Good call or bad call, referees and umpires have always had the final say in sports. Bad calls are more visible- plays are televised backward and forward and in slow motion. New technologies-the Hawk-Eye system used in tennis and cricket, for example, and the goal-line technology used in English football-introduced to correct bad calls sometimes get it right and sometimes get it wrong, but always undermine the authority of referees and umpires. Bad Call looks at the technologies used to make refereeing decisions in sports, analyzes them in action, and explains the consequences.

Used well, technologies can help referees reach the right decision and deliver justice for fans- a fair match in which the best team wins. Used poorly, however, decision-making technologies pass off statements of probability as perfect accuracy and perpetuate a mythology of infallibility. The authors re-analyze three seasons of play in English Premier League football, and discover that goal line technology was irrelevant; so many crucial wrong decisions were made that different teams should have won the Premiership, advanced to the Champions League, and been relegated. Simple video replay could have prevented most of these bad calls. (Major League baseball learned this lesson, introducing expanded replay after a bad call cost Detroit Tigers pitcher Armando Galarraga a perfect game.)

What matters in sports is not computer-generated projections of ball position but what is seen by the human eye-reconciling what the sports fan sees and what the game official sees.

How technologies can get it wrong in sports, and what the consequences are-referees undermined, fans heartbroken, and the illusion of perfect accuracy maintained.

Good call or bad call, referees and umpires have always had the final say in sports. Bad calls are more visible- plays are televised backward and forward and in slow motion. New technologies-the Hawk-Eye system used in tennis and cricket, for example, and the goal-line technology used in English football-introduced to correct bad calls sometimes get it right and sometimes get it wrong, but always undermine the authority of referees and umpires. Bad Call looks at the technologies used to make refereeing decisions in sports, analyzes them in action, and explains the consequences.

Used well, technologies can help referees reach the right decision and deliver justice for fans- a fair match in which the best team wins.
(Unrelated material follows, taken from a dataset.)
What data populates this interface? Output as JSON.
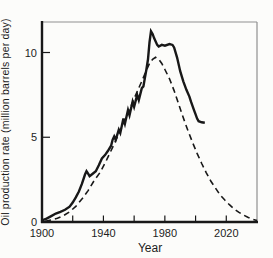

Used poorly, however, decision-making technologies pass off statements of probability as perfect accuracy and perpetuate a mythology of infallibility. The authors re-analyze three seasons of play in English Premier League football, and discover that goal line technology was irrelevant; so many crucial wrong decisions were made that different teams should have won the Premiership, advanced to the Champions League, and been relegated. Simple video replay could have prevented most of these bad calls. (Major League baseball learned this lesson, introducing expanded replay after a bad call cost Detroit Tigers pitcher Armando Galarraga a perfect game.)

What matters in sports is not computer-generated projections of ball position but what is seen by the human eye-reconciling what the sports fan sees and what the game official sees.
By:   , , , ,
Imprint:   MIT Press
Country of Publication:   United States
Dimensions:   Height: 203mm,  Width: 137mm,  Spine: 16mm
ISBN:   9780262534444
ISBN 10:   0262534444
Series:   Inside Technology
Pages:   296
Publication Date:  
Recommended Age:   From 18 years
Audience:   General/trade ,  ELT Advanced
Format:   Paperback
Publisher's Status:   Active

Harry Collins is Distinguished Research Professor of Sociology and Director of the Centre for the Study of Knowledge, Expertise, and Science at Cardiff University. A Fellow of the British Academy, he is the author of Gravity's Shadow; Gravity's Ghost; Gravity's Ghost and Big Dog; Gravity's Kiss- The Detection of Gravitational Waves (MIT Press); and many other books. Robert Evans is Personal Chair in the Cardiff School of Social Sciences. Christopher Higgins is a PhD candidate at Cardiff University.